The data shown below were compiled from readership statistics for 29 Mendeley readers of this research output. Click here to see the associated Mendeley record.

Geographical breakdown

Country Count As %
Unknown 29 100%

Demographic breakdown

Readers by professional status Count As %
Researcher 5 17%
Student > Ph. D. Student 4 14%
Other 2 7%
Student > Doctoral Student 2 7%
Student > Bachelor 2 7%
Other 3 10%
Unknown 11 38%
Readers by discipline Count As %
Neuroscience 5 17%
Medicine and Dentistry 4 14%
Biochemistry, Genetics and Molecular Biology 3 10%
Psychology 2 7%
Agricultural and Biological Sciences 2 7%
Other 2 7%
Unknown 11 38%
Attention Score in Context

Attention Score in Context

This research output has an Altmetric Attention Score of 1. This is our high-level measure of the quality and quantity of online attention that it has received.

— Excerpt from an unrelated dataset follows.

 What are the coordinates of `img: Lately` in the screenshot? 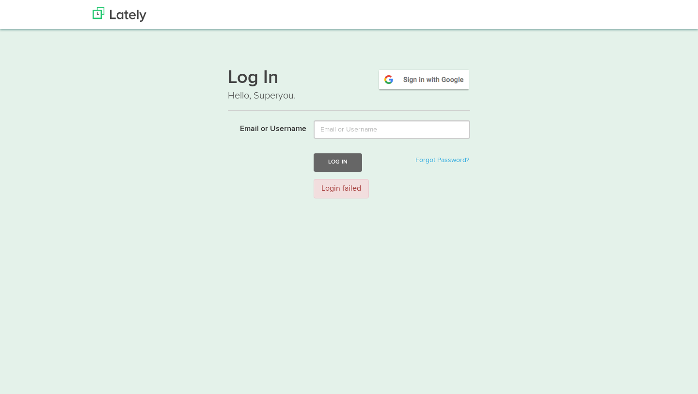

This Attention Score, as well as the ranking and number of research outputs shown below, was calculated when the research output was last mentioned on 27 December 2017.
All research outputs
#20,456,235
of 23,012,811 outputs
Outputs from Frontiers in Cellular Neuroscience
#3,587
of 4,263 outputs
Outputs of similar age
#374,625
of 439,218 outputs
Outputs of similar age from Frontiers in Cellular Neuroscience
#84
of 105 outputs
Altmetric has tracked 23,012,811 research outputs across all sources so far. This one is in the 1st percentile – i.e., 1% of other outputs scored the same or lower than it.
So far Altmetric has tracked 4,263 research outputs from this source. They typically receive a little more attention than average, with a mean Attention Score of 6.2. This one is in the 1st percentile – i.e., 1% of its peers scored the same or lower than it.
Older research outputs will score higher simply because they've had more time to accumulate mentions. To account for age we can compare this Altmetric Attention Score to the 439,218 tracked outputs that were published within six weeks on either side of this one in any source. This one is in the 1st percentile – i.e., 1% of its contemporaries scored the same or lower than it.
We're also able to compare this research output to 105 others from the same source and published within six weeks on either side of this one. This one is in the 1st percentile – i.e., 1% of its contemporaries scored the same or lower than it.